Facebook Doesn't Know What It Does With Your Data, Or Where It Goes (vice.com) 59
em1ly shares a report from Motherboard: Facebook is facing what it describes internally as a "tsunami" of privacy regulations all over the world, which will force the company to dramatically change how it deals with users' personal data. And the "fundamental" problem, the company admits, is that Facebook has no idea where all of its user data goes, or what it's doing with it, according to a leaked internal document obtained by Motherboard. "We've built systems with open borders. The result of these open systems and open culture is well described with an analogy: Imagine you hold a bottle of ink in your hand. This bottle of ink is a mixture of all kinds of user data (3PD, 1PD, SCD, Europe, etc.) You pour that ink into a lake of water (our open data systems; our open culture) ... and it flows ... everywhere," the document read. "How do you put that ink back in the bottle? How do you organize it again, such that it only flows to the allowed places in the lake?" (3PD means third-party data; 1PD means first-party data; SCD means sensitive categories data.)
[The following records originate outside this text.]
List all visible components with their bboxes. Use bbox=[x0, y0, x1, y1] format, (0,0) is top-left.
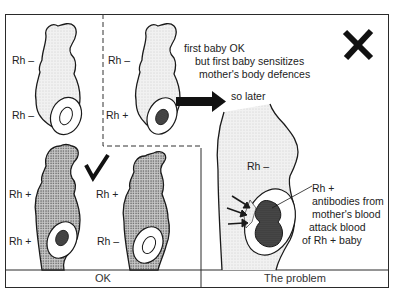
figure-sensitize-mother bbox=[135, 24, 182, 139]
problem-explanation-line4: of Rh + baby bbox=[302, 234, 362, 247]
problem-explanation-line1: antibodies from bbox=[312, 195, 384, 208]
mother-label-3: Rh + bbox=[96, 188, 118, 200]
problem-explanation-line2: mother's blood bbox=[312, 208, 381, 221]
problem-explanation-line3: attack blood bbox=[309, 221, 366, 234]
sensitize-baby-label: Rh + bbox=[106, 109, 128, 121]
baby-label-3: Rh – bbox=[97, 235, 119, 247]
caption-problem: The problem bbox=[201, 272, 389, 284]
figure-problem-mother bbox=[217, 104, 312, 270]
sensitize-note-line1: first baby OK bbox=[184, 42, 245, 55]
figure-rh-pos-mother-rh-pos-baby bbox=[35, 145, 82, 271]
figure-rh-pos-mother-rh-neg-baby bbox=[123, 152, 169, 270]
sensitize-note-line3: mother's body defences bbox=[199, 68, 310, 81]
baby-label-1: Rh – bbox=[12, 109, 34, 121]
x-mark-icon bbox=[345, 31, 371, 58]
sensitize-note-line2: but first baby sensitizes bbox=[195, 55, 304, 68]
problem-baby-label: Rh + bbox=[312, 182, 334, 195]
figure-rh-neg-mother-rh-neg-baby bbox=[35, 24, 86, 139]
so-later-arrow-icon bbox=[176, 91, 226, 112]
so-later-label: so later bbox=[231, 90, 265, 103]
check-mark-icon bbox=[86, 155, 108, 178]
mother-label-2: Rh + bbox=[9, 188, 31, 200]
sensitize-mother-label: Rh – bbox=[108, 54, 130, 66]
mother-label-1: Rh – bbox=[12, 54, 34, 66]
caption-ok: OK bbox=[5, 272, 201, 284]
problem-mother-label: Rh – bbox=[247, 160, 269, 172]
baby-label-2: Rh + bbox=[9, 235, 31, 247]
The document was written last year by Facebook privacy engineers on the Ad and Business Product team, whose mission is "to make meaningful connections between people and businesses," and which "sits at the center of our monetization strategy and is the engine that powers Facebook's growth," according to a recent job listing that describes the team. This is the team that is tasked with building and maintaining Facebook's sprawling ads system, the core of the company's business. And in this document, the team is both sounding an alarm, and making a call to change how Facebook deals with users' data to prevent the company from running into trouble with regulators in Europe, the US, India, and other countries that are pushing for more stringent privacy constraints on social media companies. "We do not have an adequate level of control and explainability over how our systems use data, and thus we can't confidently make controlled policy changes or external commitments such as 'we will not use X data for Y purpose.' And yet, this is exactly what regulators expect us to do, increasing our risk of mistakes and misrepresentation," the document read. In other words, even Facebook's own engineers admit that they are struggling to make sense and keep track of where user data goes once it's inside Facebook's systems, according to the document. This problem inside Facebook is known as "data lineage."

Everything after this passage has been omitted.